We must pall the barge all its length in blackest samite. That old black shawl of your mother's will be just the thing, Diana."
In a very few moments it was necessary for Elaine to scramble to her feet, pick up her cloth of gold coverlet and pall of blackest samite and gaze blankly at a big crack in the bottom of her barge through which the water was literally pouring.
So they rode till they came to a lake, the which was a fair water and broad, and in the midst of the lake Arthur was ware of an arm clothed in white samite, that held a fair sword in that hand.
Then they gave her food and drink, and led her to a beautifully made bed of silk and samite, on which she lay down and slept soundly.

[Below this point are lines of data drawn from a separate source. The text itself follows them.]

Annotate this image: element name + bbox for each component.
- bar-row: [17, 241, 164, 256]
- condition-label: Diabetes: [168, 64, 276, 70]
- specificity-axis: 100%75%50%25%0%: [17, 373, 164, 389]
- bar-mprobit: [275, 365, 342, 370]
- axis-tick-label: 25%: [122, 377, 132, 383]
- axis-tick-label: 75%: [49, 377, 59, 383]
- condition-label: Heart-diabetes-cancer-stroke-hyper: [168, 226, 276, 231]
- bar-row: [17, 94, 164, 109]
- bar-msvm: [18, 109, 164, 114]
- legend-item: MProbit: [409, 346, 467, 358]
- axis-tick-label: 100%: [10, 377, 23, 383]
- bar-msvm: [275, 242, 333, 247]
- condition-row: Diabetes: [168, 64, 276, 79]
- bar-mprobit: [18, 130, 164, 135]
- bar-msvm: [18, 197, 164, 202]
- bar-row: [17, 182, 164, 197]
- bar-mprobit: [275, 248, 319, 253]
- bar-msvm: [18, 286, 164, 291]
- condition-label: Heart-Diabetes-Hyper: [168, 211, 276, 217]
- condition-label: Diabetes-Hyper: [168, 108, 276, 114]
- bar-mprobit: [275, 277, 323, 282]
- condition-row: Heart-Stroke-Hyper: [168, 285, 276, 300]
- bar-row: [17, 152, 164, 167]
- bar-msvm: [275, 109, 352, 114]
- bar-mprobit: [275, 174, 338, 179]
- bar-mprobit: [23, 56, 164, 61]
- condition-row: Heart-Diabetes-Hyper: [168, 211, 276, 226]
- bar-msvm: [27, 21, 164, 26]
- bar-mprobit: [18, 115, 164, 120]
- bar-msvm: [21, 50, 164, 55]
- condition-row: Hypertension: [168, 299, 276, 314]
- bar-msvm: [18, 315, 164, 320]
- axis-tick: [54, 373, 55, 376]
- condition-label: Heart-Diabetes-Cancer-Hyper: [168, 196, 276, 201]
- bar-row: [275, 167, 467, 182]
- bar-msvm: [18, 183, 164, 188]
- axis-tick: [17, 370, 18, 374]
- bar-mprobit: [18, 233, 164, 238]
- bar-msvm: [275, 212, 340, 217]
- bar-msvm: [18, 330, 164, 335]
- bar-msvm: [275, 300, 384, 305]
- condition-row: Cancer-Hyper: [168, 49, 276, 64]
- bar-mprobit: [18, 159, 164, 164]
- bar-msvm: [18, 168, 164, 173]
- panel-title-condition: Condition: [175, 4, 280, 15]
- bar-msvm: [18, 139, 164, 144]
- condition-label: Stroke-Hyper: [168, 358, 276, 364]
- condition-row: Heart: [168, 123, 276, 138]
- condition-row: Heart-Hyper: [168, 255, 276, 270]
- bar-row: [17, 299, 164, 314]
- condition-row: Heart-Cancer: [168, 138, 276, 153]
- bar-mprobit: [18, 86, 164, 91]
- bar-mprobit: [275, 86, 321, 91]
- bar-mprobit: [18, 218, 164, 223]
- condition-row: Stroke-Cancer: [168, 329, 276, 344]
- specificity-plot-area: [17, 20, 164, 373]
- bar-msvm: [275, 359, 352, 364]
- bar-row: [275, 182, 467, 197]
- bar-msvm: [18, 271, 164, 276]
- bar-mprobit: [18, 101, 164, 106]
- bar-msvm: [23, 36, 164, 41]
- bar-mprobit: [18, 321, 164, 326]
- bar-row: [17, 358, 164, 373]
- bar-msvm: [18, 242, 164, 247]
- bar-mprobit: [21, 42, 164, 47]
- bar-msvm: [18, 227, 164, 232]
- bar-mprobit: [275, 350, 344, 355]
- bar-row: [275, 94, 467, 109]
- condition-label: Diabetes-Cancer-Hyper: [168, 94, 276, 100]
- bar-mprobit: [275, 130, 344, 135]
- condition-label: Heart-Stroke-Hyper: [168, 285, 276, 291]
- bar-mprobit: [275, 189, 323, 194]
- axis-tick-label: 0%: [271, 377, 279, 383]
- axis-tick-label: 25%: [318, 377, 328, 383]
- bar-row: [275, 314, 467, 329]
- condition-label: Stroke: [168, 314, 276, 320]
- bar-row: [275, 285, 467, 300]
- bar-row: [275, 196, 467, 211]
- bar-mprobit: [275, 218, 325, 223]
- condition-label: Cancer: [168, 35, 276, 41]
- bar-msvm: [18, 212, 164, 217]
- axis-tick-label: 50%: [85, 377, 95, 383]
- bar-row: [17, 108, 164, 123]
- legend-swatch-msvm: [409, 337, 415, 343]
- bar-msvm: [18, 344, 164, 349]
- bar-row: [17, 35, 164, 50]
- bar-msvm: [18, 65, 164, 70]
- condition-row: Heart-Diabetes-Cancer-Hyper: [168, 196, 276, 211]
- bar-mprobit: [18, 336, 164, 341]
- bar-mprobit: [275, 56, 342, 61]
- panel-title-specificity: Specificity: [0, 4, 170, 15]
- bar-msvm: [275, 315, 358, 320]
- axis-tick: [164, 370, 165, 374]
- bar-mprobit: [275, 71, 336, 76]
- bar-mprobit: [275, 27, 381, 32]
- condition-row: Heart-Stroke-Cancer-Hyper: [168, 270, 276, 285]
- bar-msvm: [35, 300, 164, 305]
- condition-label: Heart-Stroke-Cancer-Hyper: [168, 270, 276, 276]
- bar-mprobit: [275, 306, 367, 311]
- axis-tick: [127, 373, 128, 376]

So Sir Bedivere told the King how truly this time he had cast away the sword, and how an arm "clothed in white samite, mystic, wonderful," had caught it and drawn it under the mere.
Samite sheeted and processioned where Her undinal vast belly moonward bends, Laughing the wrapt inflections of our love; Take this Sea, whose diapason knells On scrolls of silver snowy sentences, The sceptred terror of whose sessions rends As her demeanors motion well or ill, All but the pieties of lovers' hands.

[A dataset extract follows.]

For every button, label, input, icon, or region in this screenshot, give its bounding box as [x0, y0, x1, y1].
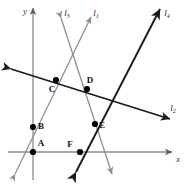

Linda Gowans, on the other hand, identifies a previously overlooked source for the returned and brandished sword in "Morte d'Arthur" ("'Clothed in white samite, mystic, wonderful': A Famous Arthurian Image in Tennyson and His Predecessors," Arthuriana 26, no.
So he pretends not to notice it, and his grandson, awash in samite and rubies, tries to do the same.
Japan had safflower dye, which is featured prominently in these slippers, beginning in the third century C.E.; however, these slippers, she argues, were produced in "Chinese workshops" based on their satin samite weave structure.
Among those listed here, cheaper silks woven on a treadle loom included tabbies such as taffeta (Taft) and cendal (Zindel), plain samite (Stamete), and satin (Atlassene) (Monnas 2008, 297).
He runs a workshop of traditional Indian drawlooms in Varanasi, which weave samite, lampas and velvet textiles modelled on historical Indian, Iranian and Ottoman silks.